Hire for Humility, Hunger and Smarts

The best hiring framework I’ve encountered comes from Patrick Lencioni: look for three things — humility, hunger, and smarts. Miss any one of them and the hire will create problems you’ll be managing for years.

Humility

Humble people don’t think less of themselves — they think of themselves less. They share credit, admit mistakes, and are genuinely curious about others’ perspectives. In practice, this means they’re coachable, they make the team around them better, and they don’t protect territory at the expense of outcomes.

The absence of humility is the root cause of most team dysfunction I’ve witnessed. A brilliant engineer who won’t hear feedback, a senior manager who can’t admit they’re wrong — these people corrode culture faster than any process failure.

Hiring someone arrogant who’s a star performer is a trade you almost always regret.

Hunger

Hungry people don’t need to be managed toward the work. They come in early thinking about the problem. They read, experiment, and push past “good enough.” They bring initiative the org chart never asked for.

Hunger isn’t workaholism. It’s intrinsic motivation. The hungry person goes home and keeps thinking. They’re driven by the problem, not the clock.

The practical test: what have they done that nobody asked them to do? What did they learn last month, not because a course was assigned, but because they were curious?

Smarts

This one is about people smarts as much as raw intelligence — maybe more. Can they read a room? Do they ask good questions? Do they know how their words land on others?

Technical smarts matter in technical roles, obviously. But I’ve seen technically brilliant people fail badly because they couldn’t adapt their communication, couldn’t build trust, couldn’t figure out why their great idea wasn’t landing.

The “smart” I look for is situational awareness plus the ability to learn quickly. Not a credential. Not a GPA.

Why All Three, Not Two

Two out of three creates predictable failure modes:

  • Humble + Hungry, not Smart: Will work hard and mean well, but leave damage through poor judgement.
  • Humble + Smart, not Hungry: Nice to have around, won’t move the needle without external pressure.
  • Hungry + Smart, not Humble: The most dangerous hire. Capable, ambitious, and convinced they’re right. Will optimize for themselves over the team.

The three work as a system. Humility keeps hunger from becoming toxic. Hunger keeps smarts from going to waste. Smarts ensure that effort and goodwill translate into results.

How I Screen for This

  • Humility: I look for deflection of credit and acceptance of blame. I ask about a failure. I watch for “I” vs. “we”. I notice whether they’re curious about me during the conversation.
  • Hunger: I ask what they’ve done unprompted. What they’ve built, read, or changed in the last six months outside their job description. I watch for energy when the topic shifts to hard problems.
  • Smarts: I pay attention to how they listen. Do they ask clarifying questions? Can they adjust their explanation based on my reaction? Do they pick up on subtext?

None of this is foolproof. But consistently applying it — and being willing to say no when one of the three is missing — has been the highest-leverage hiring practice I’ve used.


▶ **Task requirements**
Work out the number of lines in the records that include the word "filled"; reply with that number alone.

____

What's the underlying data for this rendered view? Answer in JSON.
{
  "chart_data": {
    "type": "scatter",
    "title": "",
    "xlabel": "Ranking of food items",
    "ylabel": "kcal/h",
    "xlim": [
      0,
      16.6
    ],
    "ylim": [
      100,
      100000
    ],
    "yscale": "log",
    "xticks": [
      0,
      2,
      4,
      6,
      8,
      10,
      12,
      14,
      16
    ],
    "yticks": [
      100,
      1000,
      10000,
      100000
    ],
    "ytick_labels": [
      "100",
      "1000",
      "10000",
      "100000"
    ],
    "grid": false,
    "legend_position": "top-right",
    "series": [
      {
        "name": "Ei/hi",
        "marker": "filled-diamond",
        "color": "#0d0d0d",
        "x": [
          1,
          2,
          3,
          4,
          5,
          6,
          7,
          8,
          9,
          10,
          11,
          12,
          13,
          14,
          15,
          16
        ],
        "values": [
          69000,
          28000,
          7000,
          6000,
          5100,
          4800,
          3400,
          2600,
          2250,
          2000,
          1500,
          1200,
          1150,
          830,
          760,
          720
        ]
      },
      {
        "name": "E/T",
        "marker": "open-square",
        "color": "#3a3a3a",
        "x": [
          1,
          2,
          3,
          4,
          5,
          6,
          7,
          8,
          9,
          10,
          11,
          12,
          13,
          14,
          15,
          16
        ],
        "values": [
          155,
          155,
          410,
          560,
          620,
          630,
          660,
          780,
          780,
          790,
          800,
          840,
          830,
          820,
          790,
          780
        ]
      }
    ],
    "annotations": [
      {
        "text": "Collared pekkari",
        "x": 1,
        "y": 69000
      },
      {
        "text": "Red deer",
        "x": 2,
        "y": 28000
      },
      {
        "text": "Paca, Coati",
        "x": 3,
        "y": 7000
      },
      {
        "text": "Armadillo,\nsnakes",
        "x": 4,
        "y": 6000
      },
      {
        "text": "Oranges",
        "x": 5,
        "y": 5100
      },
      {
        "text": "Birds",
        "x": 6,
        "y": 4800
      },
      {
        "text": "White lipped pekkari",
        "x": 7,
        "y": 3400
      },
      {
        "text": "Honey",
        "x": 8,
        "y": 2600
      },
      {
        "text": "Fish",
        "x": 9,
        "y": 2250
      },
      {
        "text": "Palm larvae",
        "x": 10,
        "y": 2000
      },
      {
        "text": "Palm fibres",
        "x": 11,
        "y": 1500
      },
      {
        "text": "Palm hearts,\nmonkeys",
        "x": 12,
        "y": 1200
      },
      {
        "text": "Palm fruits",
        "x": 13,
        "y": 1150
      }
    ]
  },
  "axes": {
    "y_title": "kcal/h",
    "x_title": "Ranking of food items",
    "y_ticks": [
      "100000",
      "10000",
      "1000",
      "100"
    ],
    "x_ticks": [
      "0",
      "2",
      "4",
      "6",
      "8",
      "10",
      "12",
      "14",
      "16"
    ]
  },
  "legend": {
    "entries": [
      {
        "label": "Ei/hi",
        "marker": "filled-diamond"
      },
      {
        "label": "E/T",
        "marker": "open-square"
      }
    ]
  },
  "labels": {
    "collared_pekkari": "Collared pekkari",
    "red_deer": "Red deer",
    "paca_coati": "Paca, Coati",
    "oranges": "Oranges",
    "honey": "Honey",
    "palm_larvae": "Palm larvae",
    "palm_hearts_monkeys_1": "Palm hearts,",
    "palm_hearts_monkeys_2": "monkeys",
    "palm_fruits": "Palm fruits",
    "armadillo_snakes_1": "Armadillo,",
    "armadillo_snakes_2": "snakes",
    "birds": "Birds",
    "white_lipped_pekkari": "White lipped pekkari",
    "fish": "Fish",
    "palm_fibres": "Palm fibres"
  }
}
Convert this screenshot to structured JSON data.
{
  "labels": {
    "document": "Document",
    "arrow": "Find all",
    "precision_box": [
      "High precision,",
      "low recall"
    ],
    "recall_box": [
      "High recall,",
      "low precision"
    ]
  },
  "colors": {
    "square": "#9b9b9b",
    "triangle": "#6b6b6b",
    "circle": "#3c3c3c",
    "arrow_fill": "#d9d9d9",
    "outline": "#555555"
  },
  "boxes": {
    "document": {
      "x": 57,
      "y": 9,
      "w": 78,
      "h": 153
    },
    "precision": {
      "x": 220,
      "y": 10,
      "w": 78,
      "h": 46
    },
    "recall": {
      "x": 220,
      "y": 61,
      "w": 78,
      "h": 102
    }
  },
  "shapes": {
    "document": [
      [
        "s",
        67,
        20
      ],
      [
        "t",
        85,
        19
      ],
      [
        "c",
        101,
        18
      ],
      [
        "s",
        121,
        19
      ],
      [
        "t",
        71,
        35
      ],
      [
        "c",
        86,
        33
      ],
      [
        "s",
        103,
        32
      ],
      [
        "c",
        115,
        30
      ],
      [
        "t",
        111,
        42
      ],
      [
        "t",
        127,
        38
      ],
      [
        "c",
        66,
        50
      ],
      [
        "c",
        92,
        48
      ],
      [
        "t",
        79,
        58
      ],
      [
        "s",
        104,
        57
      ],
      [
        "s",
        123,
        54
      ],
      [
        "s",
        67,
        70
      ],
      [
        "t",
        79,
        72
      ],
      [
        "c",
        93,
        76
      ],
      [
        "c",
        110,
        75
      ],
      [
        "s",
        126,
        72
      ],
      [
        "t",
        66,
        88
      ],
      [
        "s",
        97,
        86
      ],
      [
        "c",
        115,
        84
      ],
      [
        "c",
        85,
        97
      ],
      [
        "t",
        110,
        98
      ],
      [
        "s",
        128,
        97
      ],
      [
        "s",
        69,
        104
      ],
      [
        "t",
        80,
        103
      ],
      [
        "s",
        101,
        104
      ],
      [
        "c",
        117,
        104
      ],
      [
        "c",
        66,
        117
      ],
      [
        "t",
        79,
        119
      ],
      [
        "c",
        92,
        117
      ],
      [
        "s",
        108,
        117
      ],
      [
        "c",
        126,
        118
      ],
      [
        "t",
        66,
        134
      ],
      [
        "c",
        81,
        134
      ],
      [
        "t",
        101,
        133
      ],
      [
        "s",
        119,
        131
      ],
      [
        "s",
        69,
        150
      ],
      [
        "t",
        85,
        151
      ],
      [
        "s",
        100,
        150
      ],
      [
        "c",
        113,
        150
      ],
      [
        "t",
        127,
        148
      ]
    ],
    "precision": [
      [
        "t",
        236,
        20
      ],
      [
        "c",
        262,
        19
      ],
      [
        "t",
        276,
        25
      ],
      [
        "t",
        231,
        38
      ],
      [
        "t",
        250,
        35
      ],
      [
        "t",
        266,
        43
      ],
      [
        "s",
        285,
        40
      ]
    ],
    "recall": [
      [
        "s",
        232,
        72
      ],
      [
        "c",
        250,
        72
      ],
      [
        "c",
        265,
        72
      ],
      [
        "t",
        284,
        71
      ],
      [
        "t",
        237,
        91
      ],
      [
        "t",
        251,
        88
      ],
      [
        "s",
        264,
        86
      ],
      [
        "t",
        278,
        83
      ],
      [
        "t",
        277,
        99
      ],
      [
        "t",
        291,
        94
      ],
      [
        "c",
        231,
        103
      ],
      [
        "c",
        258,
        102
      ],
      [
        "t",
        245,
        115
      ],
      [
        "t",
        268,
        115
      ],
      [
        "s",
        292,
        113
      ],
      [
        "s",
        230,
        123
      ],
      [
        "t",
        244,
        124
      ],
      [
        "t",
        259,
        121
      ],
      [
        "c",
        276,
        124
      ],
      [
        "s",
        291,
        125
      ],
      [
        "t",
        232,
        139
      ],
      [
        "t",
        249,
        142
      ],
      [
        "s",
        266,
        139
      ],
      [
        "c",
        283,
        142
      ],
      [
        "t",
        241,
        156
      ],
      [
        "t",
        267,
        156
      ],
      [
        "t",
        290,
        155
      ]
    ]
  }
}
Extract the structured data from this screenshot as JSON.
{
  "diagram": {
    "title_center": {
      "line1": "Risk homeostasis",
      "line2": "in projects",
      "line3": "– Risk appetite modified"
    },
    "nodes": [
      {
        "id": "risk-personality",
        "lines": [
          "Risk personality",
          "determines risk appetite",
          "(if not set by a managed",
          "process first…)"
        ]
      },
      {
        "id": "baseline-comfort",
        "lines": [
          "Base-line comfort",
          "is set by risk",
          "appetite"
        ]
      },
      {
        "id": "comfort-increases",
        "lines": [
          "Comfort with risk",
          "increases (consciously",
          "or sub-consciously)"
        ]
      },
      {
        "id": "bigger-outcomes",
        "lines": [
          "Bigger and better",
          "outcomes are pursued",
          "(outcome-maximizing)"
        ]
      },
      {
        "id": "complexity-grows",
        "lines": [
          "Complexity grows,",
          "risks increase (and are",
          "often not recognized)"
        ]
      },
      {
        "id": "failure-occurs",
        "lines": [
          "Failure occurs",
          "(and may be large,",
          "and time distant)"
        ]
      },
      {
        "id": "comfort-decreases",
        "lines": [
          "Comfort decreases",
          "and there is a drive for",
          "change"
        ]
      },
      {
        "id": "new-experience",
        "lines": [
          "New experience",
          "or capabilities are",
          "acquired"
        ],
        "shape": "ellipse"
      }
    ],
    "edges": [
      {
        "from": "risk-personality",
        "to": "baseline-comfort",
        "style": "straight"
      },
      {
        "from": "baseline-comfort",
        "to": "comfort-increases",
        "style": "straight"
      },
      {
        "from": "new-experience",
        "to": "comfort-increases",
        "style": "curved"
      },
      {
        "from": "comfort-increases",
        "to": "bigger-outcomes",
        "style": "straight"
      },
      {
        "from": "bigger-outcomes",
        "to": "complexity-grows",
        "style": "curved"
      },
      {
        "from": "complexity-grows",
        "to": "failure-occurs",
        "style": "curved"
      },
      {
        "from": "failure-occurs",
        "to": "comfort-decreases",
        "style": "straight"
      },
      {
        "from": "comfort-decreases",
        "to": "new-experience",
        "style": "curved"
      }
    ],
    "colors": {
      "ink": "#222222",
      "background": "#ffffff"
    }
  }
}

____

▶ **Result of the exercise**
2